What calling convention is _printf defined as in your 64bit library?
Is it expecting the parameter on the stack or using a fast-call convention where the parameters on in registers? Because x86-64 makes more general purpose registers available the fast-call convention is used more often.
I have a code like this:
.bss
woof: .long 0
.text
bleh:
...some op codes here.
now I would like to move the address of woof into eax. What's the intel syntax code here for doing that? The same goes with moving bleh's address into, say, ebx.

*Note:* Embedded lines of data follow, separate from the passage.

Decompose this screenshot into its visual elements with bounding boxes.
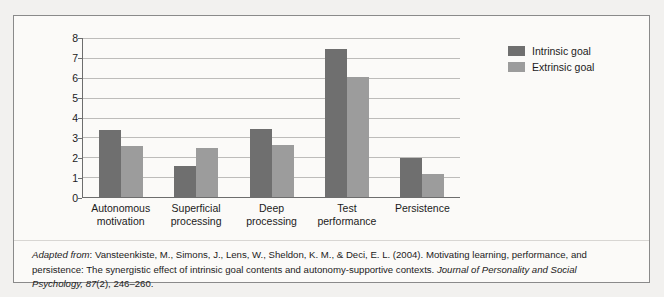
y-tick-label: 7 — [72, 53, 78, 64]
chart-area: 012345678 AutonomousmotivationSuperficia… — [14, 16, 649, 222]
bar-extrinsic — [121, 146, 143, 197]
bar-groups: AutonomousmotivationSuperficialprocessin… — [83, 38, 460, 197]
legend-label: Extrinsic goal — [532, 62, 594, 73]
bar-group: Autonomousmotivation — [83, 38, 158, 197]
legend-item: Extrinsic goal — [508, 62, 594, 73]
plot-region: 012345678 AutonomousmotivationSuperficia… — [82, 38, 460, 198]
y-tick-label: 5 — [72, 93, 78, 104]
bar-group: Deepprocessing — [234, 38, 309, 197]
figure-container: 012345678 AutonomousmotivationSuperficia… — [13, 15, 650, 283]
y-tick-label: 6 — [72, 73, 78, 84]
bar-group: Superficialprocessing — [158, 38, 233, 197]
y-tick-label: 3 — [72, 133, 78, 144]
y-tick-label: 8 — [72, 33, 78, 44]
x-axis-label: Deepprocessing — [246, 202, 297, 228]
plot-inner: AutonomousmotivationSuperficialprocessin… — [82, 38, 460, 198]
bar-extrinsic — [196, 148, 218, 197]
caption-divider — [14, 240, 649, 241]
bar-group: Testperformance — [309, 38, 384, 197]
bar-extrinsic — [272, 145, 294, 197]
chart-legend: Intrinsic goalExtrinsic goal — [508, 46, 594, 77]
bar-intrinsic — [325, 49, 347, 197]
caption-segment-2: (2), 246–260. — [96, 278, 153, 289]
figure-caption: Adapted from: Vansteenkiste, M., Simons,… — [32, 248, 627, 292]
x-axis-label: Autonomousmotivation — [91, 202, 150, 228]
y-tick-label: 2 — [72, 153, 78, 164]
bar-intrinsic — [250, 129, 272, 197]
caption-lead-italic: Adapted from — [32, 249, 90, 260]
legend-label: Intrinsic goal — [532, 46, 591, 57]
bar-group: Persistence — [385, 38, 460, 197]
legend-swatch-extrinsic — [508, 62, 525, 72]
bar-extrinsic — [422, 174, 444, 197]
y-tick-label: 0 — [72, 193, 78, 204]
x-axis-label: Testperformance — [317, 202, 376, 228]
bar-extrinsic — [347, 77, 369, 197]
bar-intrinsic — [99, 130, 121, 197]
legend-item: Intrinsic goal — [508, 46, 594, 57]
bar-intrinsic — [174, 166, 196, 197]
y-tick-label: 4 — [72, 113, 78, 124]
x-axis-label: Persistence — [395, 202, 450, 215]
y-tick-label: 1 — [72, 173, 78, 184]
x-axis-label: Superficialprocessing — [171, 202, 222, 228]
legend-swatch-intrinsic — [508, 46, 525, 56]
y-tick-mark — [78, 198, 82, 199]
bar-intrinsic — [400, 158, 422, 197]
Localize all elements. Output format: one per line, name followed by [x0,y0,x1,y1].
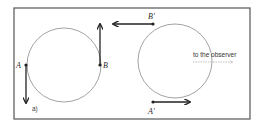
left-circle-group: A B a) [15,24,108,113]
right-circle [138,24,212,98]
point-b [98,63,101,66]
point-b-label: B [103,61,108,70]
point-b-prime-label: B′ [148,12,155,21]
right-circle-group: B′ A′ [113,12,212,116]
panel-label: a) [32,105,38,113]
point-a-label: A [15,61,21,70]
point-a [24,63,27,66]
rotating-sphere-diagram: A B a) B′ A′ to the observer [0,0,267,128]
point-a-prime [151,100,154,103]
point-b-prime [151,22,154,25]
point-a-prime-label: A′ [147,107,155,116]
observer-label: to the observer [193,51,237,58]
left-circle [27,28,101,102]
observer-direction: to the observer [193,51,237,62]
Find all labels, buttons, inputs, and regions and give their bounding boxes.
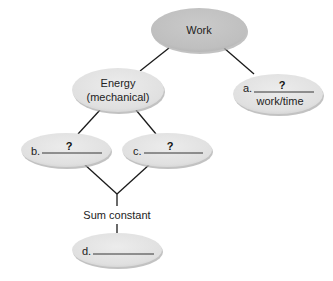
node-b-prefix: b. — [31, 145, 40, 157]
edge-work-a — [224, 48, 254, 74]
node-work: Work — [151, 8, 248, 54]
node-a: a. ? work/time — [233, 74, 324, 116]
node-b: b. ? — [21, 133, 112, 169]
node-work-label: Work — [186, 24, 212, 36]
node-a-prefix: a. — [243, 82, 252, 94]
concept-map-canvas: Work Energy (mechanical) a. ? work/time … — [0, 0, 333, 281]
node-a-sublabel: work/time — [255, 95, 303, 107]
node-c-question-mark: ? — [167, 140, 174, 152]
edge-c-join — [117, 164, 150, 194]
node-c-prefix: c. — [133, 145, 142, 157]
node-d: d. — [72, 233, 163, 269]
node-energy-line1: Energy — [101, 77, 136, 89]
node-d-prefix: d. — [82, 245, 91, 257]
node-c: c. ? — [122, 133, 213, 169]
node-energy-shape — [72, 68, 164, 112]
node-energy: Energy (mechanical) — [72, 68, 165, 114]
sum-constant-label: Sum constant — [83, 209, 150, 221]
concept-map-svg: Work Energy (mechanical) a. ? work/time … — [0, 0, 333, 281]
node-b-question-mark: ? — [66, 140, 73, 152]
edge-energy-c — [136, 110, 156, 134]
node-energy-line2: (mechanical) — [87, 91, 150, 103]
node-a-question-mark: ? — [279, 79, 286, 91]
edge-b-join — [84, 164, 117, 194]
edge-energy-b — [78, 110, 100, 134]
edge-work-energy — [140, 48, 169, 71]
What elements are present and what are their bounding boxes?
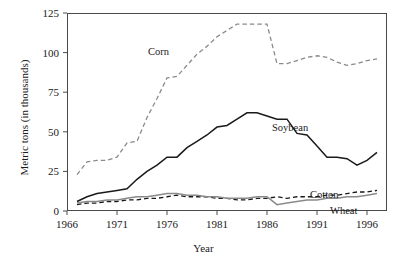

Your help is much appreciated!
The bss section can't have any actual objects in it. Some assemblers may still allow you to switch to the .bss section, but all you can do there is say something like: x: . = . + 4.
In most assemblers these days and specifically in gnu for intel, there is no longer a .bss directive, so you temporarily switch to bss and create the bss symbol in one shot with something like: .comm sym,size,alignment. This is why you are presumably getting an error ".bss directive not recognized" or something like that.
And then you can get the address with either:
lea woof, %eax
or
movl $woof, %eax
Update: aha, intel syntax, not intel architecture. OK:
.intel_syntax noprefix
lea esi,fun
lea esi,[fun]
mov eax,OFFSET FLAT:fun
.att_syntax
lea fun, %eax
mov $fun, %eax
.data
fun: .long 0x123
All the lea forms should generate the same code.